House falls 19 short of veto-proof majority on expanding kids' insurance

IMAGE: Nancy Peosi
Susan Walsh / AP file
House Speaker Pelosi said that if President Bush vetoes an expansion of the children's health insurance program, "this legislation will haunt him again and again."
NBC Video: Politics
Awaiting a decision on Afghanistan
  Nov. 10: An msnbc political panel debates when President Barack Obama will make a decision on troop deployment in Afghanistan.

Slideshow
  The Week in Political Cartoons
Msnbc.com’s political cartoonists take a look back at the past week.

more photos

By Tom Curry
National affairs writer
msnbc.com
updated 11:38 p.m. ET Sept. 25, 2007

Tom Curry
National affairs writer

E-mail
WASHINGTON - “The problem for President Bush is that he doesn’t personalize what’s going on.”

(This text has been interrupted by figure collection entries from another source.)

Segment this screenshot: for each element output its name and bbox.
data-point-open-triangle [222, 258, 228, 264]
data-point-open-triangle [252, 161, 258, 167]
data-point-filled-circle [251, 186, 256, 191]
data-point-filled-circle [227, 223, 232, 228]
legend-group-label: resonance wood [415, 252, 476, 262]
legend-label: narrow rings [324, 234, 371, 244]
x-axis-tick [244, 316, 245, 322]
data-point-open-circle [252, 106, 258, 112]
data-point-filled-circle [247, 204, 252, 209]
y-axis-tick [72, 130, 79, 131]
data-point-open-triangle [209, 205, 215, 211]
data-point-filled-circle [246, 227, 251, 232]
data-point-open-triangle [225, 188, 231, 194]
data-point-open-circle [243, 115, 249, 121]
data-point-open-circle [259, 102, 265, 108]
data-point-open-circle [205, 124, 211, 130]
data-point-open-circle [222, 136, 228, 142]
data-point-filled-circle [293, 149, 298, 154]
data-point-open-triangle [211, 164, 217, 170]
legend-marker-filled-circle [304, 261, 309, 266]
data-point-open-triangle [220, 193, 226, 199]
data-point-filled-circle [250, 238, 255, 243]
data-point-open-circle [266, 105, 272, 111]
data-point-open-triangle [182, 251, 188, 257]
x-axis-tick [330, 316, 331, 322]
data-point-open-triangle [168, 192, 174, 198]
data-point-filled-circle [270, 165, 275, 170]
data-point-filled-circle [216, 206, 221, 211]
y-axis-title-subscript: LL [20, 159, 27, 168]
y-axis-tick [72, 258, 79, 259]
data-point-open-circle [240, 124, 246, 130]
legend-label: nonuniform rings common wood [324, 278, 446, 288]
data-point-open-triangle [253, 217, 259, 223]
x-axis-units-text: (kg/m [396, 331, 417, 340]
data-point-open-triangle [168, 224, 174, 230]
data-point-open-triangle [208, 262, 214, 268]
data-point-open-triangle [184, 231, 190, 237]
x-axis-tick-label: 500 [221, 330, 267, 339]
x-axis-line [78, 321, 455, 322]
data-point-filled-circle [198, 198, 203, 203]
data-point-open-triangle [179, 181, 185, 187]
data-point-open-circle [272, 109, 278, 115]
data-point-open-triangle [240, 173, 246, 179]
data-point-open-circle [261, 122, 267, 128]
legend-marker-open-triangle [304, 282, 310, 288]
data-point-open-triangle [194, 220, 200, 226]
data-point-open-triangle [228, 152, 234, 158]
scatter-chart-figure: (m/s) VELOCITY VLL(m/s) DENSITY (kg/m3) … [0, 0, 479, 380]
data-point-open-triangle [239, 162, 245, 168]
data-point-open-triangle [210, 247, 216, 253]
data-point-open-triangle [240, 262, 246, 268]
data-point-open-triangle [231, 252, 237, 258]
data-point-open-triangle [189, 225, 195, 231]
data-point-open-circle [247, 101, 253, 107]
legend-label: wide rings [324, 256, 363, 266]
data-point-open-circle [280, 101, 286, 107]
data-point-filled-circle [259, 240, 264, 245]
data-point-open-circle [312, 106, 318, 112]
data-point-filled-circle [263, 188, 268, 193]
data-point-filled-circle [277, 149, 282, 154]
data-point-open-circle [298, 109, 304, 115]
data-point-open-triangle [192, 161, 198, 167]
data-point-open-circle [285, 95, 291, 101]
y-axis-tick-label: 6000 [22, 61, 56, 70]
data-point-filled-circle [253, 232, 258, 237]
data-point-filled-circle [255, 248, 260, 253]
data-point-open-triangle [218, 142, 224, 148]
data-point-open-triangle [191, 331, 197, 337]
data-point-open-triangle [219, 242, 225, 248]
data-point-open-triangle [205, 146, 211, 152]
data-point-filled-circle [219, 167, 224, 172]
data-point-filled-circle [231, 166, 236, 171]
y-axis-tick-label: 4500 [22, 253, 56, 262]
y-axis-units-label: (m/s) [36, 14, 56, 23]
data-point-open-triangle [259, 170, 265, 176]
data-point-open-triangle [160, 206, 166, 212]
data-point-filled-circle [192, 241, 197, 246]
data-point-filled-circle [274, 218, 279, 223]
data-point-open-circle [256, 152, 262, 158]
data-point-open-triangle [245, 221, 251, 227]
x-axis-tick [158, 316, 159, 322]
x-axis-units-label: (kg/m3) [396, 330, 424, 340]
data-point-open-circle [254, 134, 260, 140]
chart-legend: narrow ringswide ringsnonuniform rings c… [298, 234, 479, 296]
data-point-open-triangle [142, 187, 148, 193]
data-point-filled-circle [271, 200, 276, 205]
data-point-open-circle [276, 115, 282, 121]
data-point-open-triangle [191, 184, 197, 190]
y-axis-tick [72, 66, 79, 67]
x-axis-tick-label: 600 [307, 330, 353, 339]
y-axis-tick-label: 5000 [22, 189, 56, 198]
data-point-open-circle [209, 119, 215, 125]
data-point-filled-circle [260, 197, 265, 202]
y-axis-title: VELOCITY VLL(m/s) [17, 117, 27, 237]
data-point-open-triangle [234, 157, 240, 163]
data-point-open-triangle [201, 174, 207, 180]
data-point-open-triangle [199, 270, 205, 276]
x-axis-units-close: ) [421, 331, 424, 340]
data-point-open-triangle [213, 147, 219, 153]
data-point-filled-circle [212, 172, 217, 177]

So said Rep. Frank Pallone, D-N.J., as he appeared with House Speaker Nancy Pelosi at a press conference Tuesday to rally support for the five-year, $60 billion expansion of the State Children’s Health Insurance Program (CHIP).

Bush has vowed to veto the expansion of the program.

Story continues below ↓
advertisement | your ad here

And it looks like he'll have the support he needs to make his veto stick: in a vote Tuesday night, the House fell 19 votes short of a veto-proof majority. It takes a two-thirds vote of each house of Congress to override a veto.

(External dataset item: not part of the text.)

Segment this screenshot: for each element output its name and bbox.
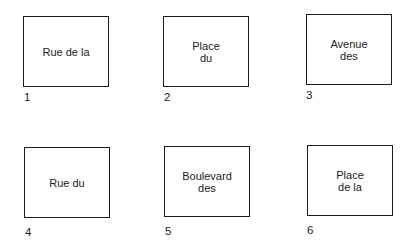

The Democrats know how to personalize what’s going on” — and that’s why the real stars of Tuesday’s Pelosi event were not Pelosi and Pallone, but Bonnie Frost and her daughter Gemma, from Baltimore, Md. who were injured in a car accident three years ago and are among the 6.6 million children and teenagers and about 600,000 adults covered by CHIP.

“I say to the president, ‘Please don’t veto this bill’” Pelosi said as she stood next to Gemma and Bonnie.

Asked how she intended to keep people mobilized to support the bill after Bush vetoes it, Pelosi said, “We’re depending on Gemma to help us do that ... And Bonnie. They’ll be on TV later today.”

In the vote Tuesday night, 45 Republicans sided with almost all of the House Democrats to pass the expansion of the program. The final tally was 265 to 160, but that was 19 votes short of what Pelosi needed.

Among the Republicans voting to expand the program were some in races rated as competitive by the non-partisan Cook Political Report : Reps. Jim Gerlach of Pennsylvania, Jim Walsh of New York, and Mark Kirk of Illinois.

Also voting against the bill were eight Democrats, including tobacco state Democrats such as Reps. Mike McIntyre and Bob Etheridge, both from North Carolina. The bill would pay for expanding insurance coverage by imposing a 61-cent increase in the 39-cent per pack federal cigarette tax, which amounts to a 156 percent tax increase

Pelosi said earlier in the day, “This fight will not end this week or next. If the president says ‘veto, I forbid ten million children in America to have health care,' this legislation will haunt him again and again and again ... We’ll be seeing Gemma again.”

But House Republican Whip Roy Blunt made the GOP argument that the bill over-expands CHIP, extending to middle-class people who could afford to pay for their own insurance.

Jibe at Pelosi's wealth
“If you’re Nancy Pelosi, almost every kid is a poor kid, compared to your kid,” Blunt cracked, alluding to Pelosi’s family wealth.

He told reporters, “If Democrats send this bill back a second time (after a veto), that actually might be good for us, because people are going to know more about what’s in the bill ... We would probably benefit from this bill going to the president multiple times.”

What Blunt and Bush object to is the expansion of CHIP to families that are middle income, or 300 percent of the federal poverty level.

For a family of four, 300 percent of the poverty level would be $61,842.

Blunt also raised the politically inflammable issue of illegal immigrants potentially getting benefits from the bill.

It has, he argued “no real test for whether people are legally in the country ... Several of our members at home find that is an important point to stress. All of the verifications (of legal residency) we think need to be in the system were taken out.”

Responding to this argument during the debate on the House floor, Rep. Jim McGovern, D- Mass., pointed to a provision in the bill that says, “Nothing in this act allows federal payment for individuals who are not legal residents.”

And McGovern lashed out at Republicans saying, “Immigrant bashing is the last bastion of the politically desperate.”